Gardener's Diary Post


December 2020

The end of a year like no other.

 

Short dark days are pierced through with low sun and long shadows. There are the first frosts as we steadily slip into winter. For the most part though it is grey and wet again, and this on top of already soaked and sodden ground.

Work continues indoors finishing off all of the repainting of moveable inscribed pieces, also the pair of carved stone containers of lemons – Silence After Chatter – The Astringent is Sweet, and the four Fruitidor calendar baskets from Julie’s Garden. These are painted afresh and ready to be put out again when the time comes.

All of the carved wooden benches have been cleaned where they are now sitting in storage and have been set aside ready for oiling.

By the side of the front gate – The Fluted Land – a broken rotted section of wooden fencing is being remade having finally relented to the ravages of weather and the rubbing of sheep and cattle.

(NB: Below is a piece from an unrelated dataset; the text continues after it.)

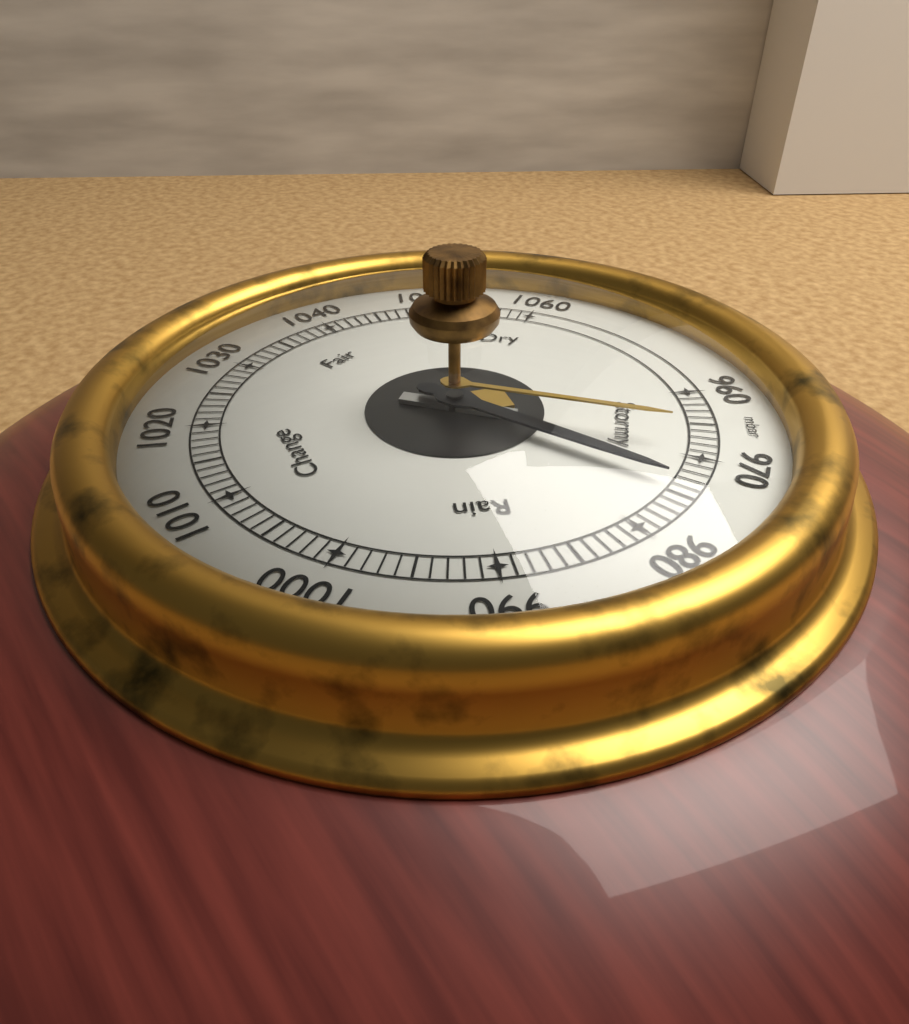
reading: 974 mbar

One other work which has suffered badly from water and weather damage is the Metamorphic Trellis – both in the lower Parkland where its cross sections indicate a change of direction, and in the Woodland garden where it marks passage and transition from cultivated to wild. The difficulty with replacing or renewing these is that they were originally constructed from seasoned  rhododendron wood (the ‘wild’ part) a supply of which is very hard to come by. There are a few bits and pieces from the originals which have been saved – just enough to patch up and keep going for a while longer. This work will be completed in the coming weeks.

The footbridge which spans between the Middle pond and the Xiape pool has been replaced with new wooden railway sleepers – again the originals having finally rotted through-  and so now providing safer crossing to the metal figures of Apollo and Daphne concealed among the laurels.

Major work has begun on the track up to the garden to improve drainage and reduce ongoing damage caused by flooding. The stone surface has been scraped and levelled out so that the camber now slopes to the field below and acts as run off for excess surface water from the hillside – new drains have been put in across the worst sections. It is a messy but necessary intervention – and will all have to be resurfaced in spring when everything has (hopefully) dried out. The car park area remains to be completed.

Elsewhere in the garden the final bits of tidying out of beds in front of the Temples and in the Kailyard is completed – the promise of next season for these parts for now held within assorted seed packets. 

It is clear where the worst sections of worn grass pathways will need to be replaced or renewed in whatever fashion – either by resowing or resurfacing. The worst bits in terms of wear and tear remain the saturated ground by the waterways in the Parkland or through the heavily trampled and shaded sections of the woodland, but there is no point in intervening until better days.

Where all other colour has gone now from the garden, on the raised boggy hillside above the lochan the mossed over mounds of heather and lichen coated twigs of shrubby undergrowth provide a subtle palate of greys and greens that shifts with the light.

For a short time only early in the month there comes the surprise of heavy snowfall which whites out the entire landscape and then just as quickly is gone.

These are days which merge with time and weather. The end of another calendar year, the silent passage to another season.